About two hours ago, four of my college friends and I met for dinner at Kimura, a Japanese place I found on RESY, and we had a blast! We talked about everything, from growing old and fraying bones, to death and grief, to loneliness, That One Harvard Study, and Zimbabwean genes. We reminisced of course, while peppering in details of our current lives, and the trials and tribulations we found solace in facing together.
After our delicious dinner, we stumbled with hearts full and bellies fuller into the boisterous East Village street in search of dessert. After trying and failing to get into lines (all while in search of quarters for laundry at various enterprises), we came across a place we found cute, and quiet enough that we could continue to talk, and actually be able to hear each other.
Enter Cecilia. We remarked, in the first few minutes of our arrival, how random the find was. I was quick to remember, and quicker to remind the group how there are simply no coincidences in my world anymore, and I looked on as they (in what could only be Stockholm Syndrome or absolute insanity), peeled off layers of sweaters and coats, and proceeded to eat a bowl of double-scoop ice cream each. I sipped my room-temperature water with only a slight shake of my head.
ABBA began to flood to the speakers, and as we each started to tap our feet, then move our shoulders in our corner booth by the bar, foregoing the wine and sake on offer for the warmth and buzz of each others company, we lamented the opportunity to go to more dance parties.
Earlier in the evening, we had discussed The Body Keeps The Score, by Bessel van der Kolk, and how much value we find in different kinds of movement, how much of it we actually did in college without realising it — be it a weekend gathering chez Paran Creek, a weeknight dinner on Commons Lawn with a speaker never far from our group, or a PB party, with Afrobeats blasting so loud, you could hear it from Manchester. I spoke about the power yekuTamba (s.p.) in Shona culture; how I have learned that dance is not simply a response to rhythm, but a medium through which we celebrate, express joy, mourn, and channel emotion. Thinking back to the power, and the true flow I felt, tamba-ing on the night held customarily for such a purpose, the night before my late brother’s funeral*. How it was the most I was able to feel through a time when I wondered if I’d ever feel anything but empty ever again.
I walked up to the stunningly tattooed bartender, and asked if they would be willing to let us dance in an unoccupied corner, if they could turn the music up, and what time they closed. The wonderful staff enthusiastically agreed, turned the volume up, and my friends and I jumped, danced, flailed, and truly truly boogied down. In a time, and a country where it is so many of us feel isolated though there are humans within eyesight at all times, where the limbo of more than one home can get tiring, where just existing in the second quarter of the 21st century almost seems too much to bear, we found infinitesimal joy in our dancing, in our movement, in our freedom.
My college friends used to lovingly joked that, rather than dance, I tend to “dislocate”, swaying hips or shoulders to and fro, but not with much co-ordination. I am proud to say that my parents are unabashed post-dinner dances, almost regardless of the establishment, and have taught my siblings and I the love and joy there is to be found in dancing. I danced with them today. I danced with my family, with Zhanta, with joy, and with my beautiful three friends who, if only for the evening, gave me a home with a door through which to dance.
P.S. It was my dear friend Gareth who said to me, “God is in the rain.” I believe this, so deeply, to be true.
Xo
Tinashe
This article is dedicated with love and infinite gratitude, to Gareth, Niki, Ryan, and Smile.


> _PROBLEM TO WORK ON_: For every line in the material below that holds "Image", report the line.

> _DATA TO PROCESS_:
┄┄┄┄┄┄

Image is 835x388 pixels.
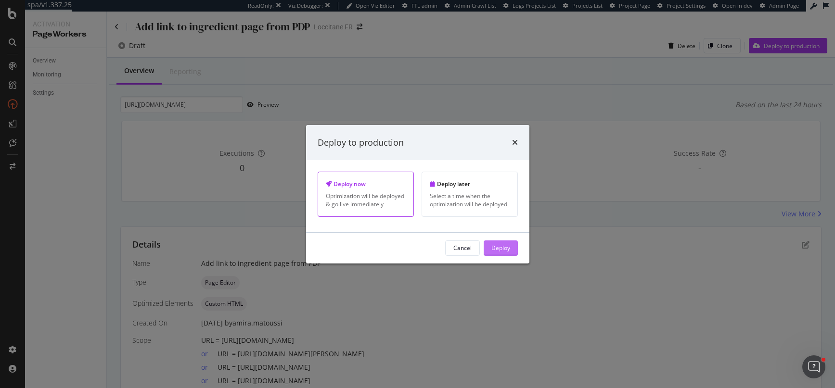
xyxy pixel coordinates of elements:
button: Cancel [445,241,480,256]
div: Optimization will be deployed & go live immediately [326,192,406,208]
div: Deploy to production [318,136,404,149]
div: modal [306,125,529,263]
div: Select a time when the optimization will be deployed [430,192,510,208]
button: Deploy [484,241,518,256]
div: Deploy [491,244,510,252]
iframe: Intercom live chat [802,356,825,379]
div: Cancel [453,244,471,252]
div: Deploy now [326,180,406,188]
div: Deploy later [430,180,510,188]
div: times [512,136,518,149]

┄┄┄┄┄┄

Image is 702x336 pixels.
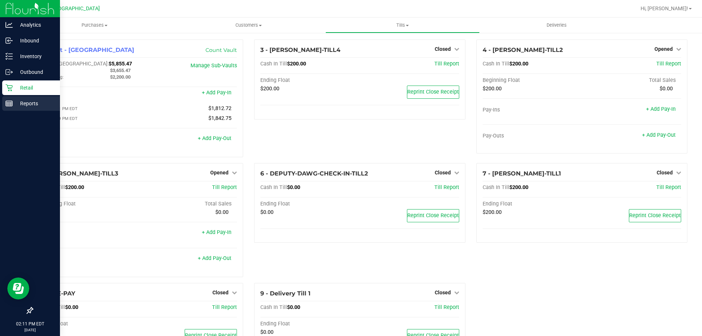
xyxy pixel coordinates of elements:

┄┄┄┄┄┄

> _RESPONSE AREA_:
Image is 835x388 pixels.
Image is 702x336 pixels.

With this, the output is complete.